UX is the Result of Design
A 2015 note on why UX is the result of design thinking rather than visual style, and why conflating UI with UX harms both disciplines.
I read an awesome post today from honest people who really get it, and this quote summed up the difference between UI and UX that many people still do not get.
As Steve Jobs famously said:
Design is how it works.
I still talk with founders and consultants who think I'd be a great UX hire because they like my "style": my "style" (graphic style, I infer) has nothing to do with UX. This is when I worry about taking the job.
The UX/UI symbiosis is detrimental to our industry: UI was born out of a desire to separate graphic design from content, and to avoid graphic and layout iterations based on a client's personal taste. UX was then born to enhance the user journey through the UI, to empower users and reinforce UI decisions.
UX is still evolving, new tracks are currently being born because a single UX designer cannot fulfil all the requirements of the role for large projects: a UX designer is a thinker, a researcher, a designer and a developer.
User Experience UX is exactly what it says on the tin: how somebody feels while they interact with your product. How somebody feels is the result of design, and design is the result of somebody sitting down and thinking. What the honest UX designer ultimately aims for is to empower people to do something positive, and to feel that they have achieved good.
To digress from digital: urban planning is UX and UI. The "agora" is a triumph of design — it has simplicity and beauty, kinetic energy, enables information diffusion in the truest form possible, and polyvalence. We can measure how a user experiences an empty open space with a quick survey, and then we ask ourselves: "how will the user feel after we add an interactive element to the space?".
So, by design, we can change how a user feels. Good "brands" will work alongside users, and offer good experiences. Good UX is the result of good design thinking.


## Exercise prompt:
In the data below, the answer is the run of lines from the line containing "Find the location of a particular element. The image" through the line containing "Image resolution: width=1333", both included; print it exactly and nothing else.

## Source material:
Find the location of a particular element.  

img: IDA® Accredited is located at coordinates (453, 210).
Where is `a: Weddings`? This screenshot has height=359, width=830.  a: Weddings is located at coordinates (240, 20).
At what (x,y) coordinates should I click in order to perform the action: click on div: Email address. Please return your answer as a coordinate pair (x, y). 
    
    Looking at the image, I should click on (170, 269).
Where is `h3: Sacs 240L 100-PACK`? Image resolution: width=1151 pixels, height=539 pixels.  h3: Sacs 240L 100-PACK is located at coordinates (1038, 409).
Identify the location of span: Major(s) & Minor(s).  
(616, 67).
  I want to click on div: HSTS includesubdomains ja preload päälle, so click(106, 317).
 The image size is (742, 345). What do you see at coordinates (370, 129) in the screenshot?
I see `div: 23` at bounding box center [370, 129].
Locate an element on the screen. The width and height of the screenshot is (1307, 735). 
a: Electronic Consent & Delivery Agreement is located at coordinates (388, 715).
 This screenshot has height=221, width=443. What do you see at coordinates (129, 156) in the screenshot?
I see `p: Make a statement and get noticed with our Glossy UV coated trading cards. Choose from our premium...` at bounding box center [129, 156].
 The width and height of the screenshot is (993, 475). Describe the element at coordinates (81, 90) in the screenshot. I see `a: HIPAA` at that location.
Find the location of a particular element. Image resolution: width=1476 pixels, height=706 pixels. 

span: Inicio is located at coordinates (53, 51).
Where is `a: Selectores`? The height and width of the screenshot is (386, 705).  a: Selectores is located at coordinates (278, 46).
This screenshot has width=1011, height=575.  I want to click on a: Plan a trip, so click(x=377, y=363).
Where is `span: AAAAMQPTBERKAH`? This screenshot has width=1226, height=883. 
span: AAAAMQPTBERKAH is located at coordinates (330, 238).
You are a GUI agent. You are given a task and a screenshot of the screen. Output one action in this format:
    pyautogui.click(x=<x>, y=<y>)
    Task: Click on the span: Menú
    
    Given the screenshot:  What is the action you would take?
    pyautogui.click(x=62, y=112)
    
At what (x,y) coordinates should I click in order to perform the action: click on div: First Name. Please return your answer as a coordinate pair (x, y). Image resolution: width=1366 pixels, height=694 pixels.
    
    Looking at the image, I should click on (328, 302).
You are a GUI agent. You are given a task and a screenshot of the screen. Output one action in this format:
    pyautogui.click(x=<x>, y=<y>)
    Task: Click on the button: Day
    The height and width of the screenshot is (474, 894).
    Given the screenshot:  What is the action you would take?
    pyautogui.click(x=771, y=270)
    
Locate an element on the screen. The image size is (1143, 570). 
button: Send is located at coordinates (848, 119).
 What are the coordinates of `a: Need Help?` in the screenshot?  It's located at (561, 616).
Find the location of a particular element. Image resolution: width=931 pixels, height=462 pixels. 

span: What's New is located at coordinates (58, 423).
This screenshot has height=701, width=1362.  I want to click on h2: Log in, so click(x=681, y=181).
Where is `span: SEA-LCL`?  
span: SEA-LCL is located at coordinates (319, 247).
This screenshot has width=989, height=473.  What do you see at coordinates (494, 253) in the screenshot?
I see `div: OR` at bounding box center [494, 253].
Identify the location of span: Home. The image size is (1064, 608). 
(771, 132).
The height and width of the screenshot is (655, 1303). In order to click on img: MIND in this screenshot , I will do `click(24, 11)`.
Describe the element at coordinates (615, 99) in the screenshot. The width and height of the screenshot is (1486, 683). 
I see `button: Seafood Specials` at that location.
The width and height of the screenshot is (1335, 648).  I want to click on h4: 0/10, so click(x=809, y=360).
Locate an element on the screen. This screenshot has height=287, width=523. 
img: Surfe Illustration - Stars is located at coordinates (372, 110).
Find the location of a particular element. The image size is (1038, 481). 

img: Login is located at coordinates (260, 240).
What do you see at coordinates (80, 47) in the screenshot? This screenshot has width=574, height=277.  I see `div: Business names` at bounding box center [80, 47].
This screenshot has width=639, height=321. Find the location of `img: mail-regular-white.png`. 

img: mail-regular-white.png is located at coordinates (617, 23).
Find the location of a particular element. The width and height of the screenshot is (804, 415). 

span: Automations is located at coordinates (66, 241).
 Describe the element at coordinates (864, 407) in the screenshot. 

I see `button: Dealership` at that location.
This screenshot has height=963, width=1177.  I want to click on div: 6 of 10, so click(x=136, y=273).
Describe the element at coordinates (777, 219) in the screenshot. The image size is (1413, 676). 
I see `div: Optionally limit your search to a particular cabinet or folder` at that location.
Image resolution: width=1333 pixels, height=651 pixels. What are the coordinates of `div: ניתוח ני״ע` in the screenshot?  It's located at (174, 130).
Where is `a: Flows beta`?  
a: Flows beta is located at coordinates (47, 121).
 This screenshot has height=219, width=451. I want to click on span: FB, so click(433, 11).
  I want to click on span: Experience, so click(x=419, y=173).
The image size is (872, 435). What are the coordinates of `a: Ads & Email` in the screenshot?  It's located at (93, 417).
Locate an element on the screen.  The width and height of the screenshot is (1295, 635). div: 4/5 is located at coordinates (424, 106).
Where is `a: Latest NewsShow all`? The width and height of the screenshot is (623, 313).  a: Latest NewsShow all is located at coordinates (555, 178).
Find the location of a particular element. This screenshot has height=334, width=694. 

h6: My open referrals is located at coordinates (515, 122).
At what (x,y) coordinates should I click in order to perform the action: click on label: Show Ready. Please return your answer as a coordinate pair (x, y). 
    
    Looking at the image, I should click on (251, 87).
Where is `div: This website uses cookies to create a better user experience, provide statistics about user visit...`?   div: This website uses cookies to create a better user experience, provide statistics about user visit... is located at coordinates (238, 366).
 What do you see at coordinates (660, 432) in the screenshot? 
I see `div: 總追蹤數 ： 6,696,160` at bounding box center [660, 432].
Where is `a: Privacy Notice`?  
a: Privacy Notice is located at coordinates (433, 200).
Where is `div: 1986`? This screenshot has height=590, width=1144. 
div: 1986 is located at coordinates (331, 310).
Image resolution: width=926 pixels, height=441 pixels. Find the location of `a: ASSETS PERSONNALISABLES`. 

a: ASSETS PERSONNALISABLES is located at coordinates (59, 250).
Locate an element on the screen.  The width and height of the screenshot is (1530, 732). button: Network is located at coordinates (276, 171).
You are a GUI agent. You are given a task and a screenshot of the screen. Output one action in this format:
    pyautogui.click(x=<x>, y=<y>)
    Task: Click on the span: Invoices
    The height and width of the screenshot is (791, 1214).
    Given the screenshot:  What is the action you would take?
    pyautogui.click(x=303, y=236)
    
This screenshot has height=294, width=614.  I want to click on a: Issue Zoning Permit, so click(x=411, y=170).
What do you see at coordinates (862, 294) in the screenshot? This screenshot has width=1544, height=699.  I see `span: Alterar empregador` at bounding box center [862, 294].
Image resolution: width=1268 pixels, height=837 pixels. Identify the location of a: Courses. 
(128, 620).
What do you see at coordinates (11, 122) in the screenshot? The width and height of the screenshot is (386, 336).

## Output:
Find the location of a particular element. The image size is (1038, 481). 

img: Login is located at coordinates (260, 240).
What do you see at coordinates (80, 47) in the screenshot? This screenshot has width=574, height=277.  I see `div: Business names` at bounding box center [80, 47].
This screenshot has width=639, height=321. Find the location of `img: mail-regular-white.png`. 

img: mail-regular-white.png is located at coordinates (617, 23).
Find the location of a particular element. The width and height of the screenshot is (804, 415). 

span: Automations is located at coordinates (66, 241).
 Describe the element at coordinates (864, 407) in the screenshot. 

I see `button: Dealership` at that location.
This screenshot has height=963, width=1177.  I want to click on div: 6 of 10, so click(x=136, y=273).
Describe the element at coordinates (777, 219) in the screenshot. The image size is (1413, 676). 
I see `div: Optionally limit your search to a particular cabinet or folder` at that location.
Image resolution: width=1333 pixels, height=651 pixels. What are the coordinates of `div: ניתוח ני״ע` in the screenshot?  It's located at (174, 130).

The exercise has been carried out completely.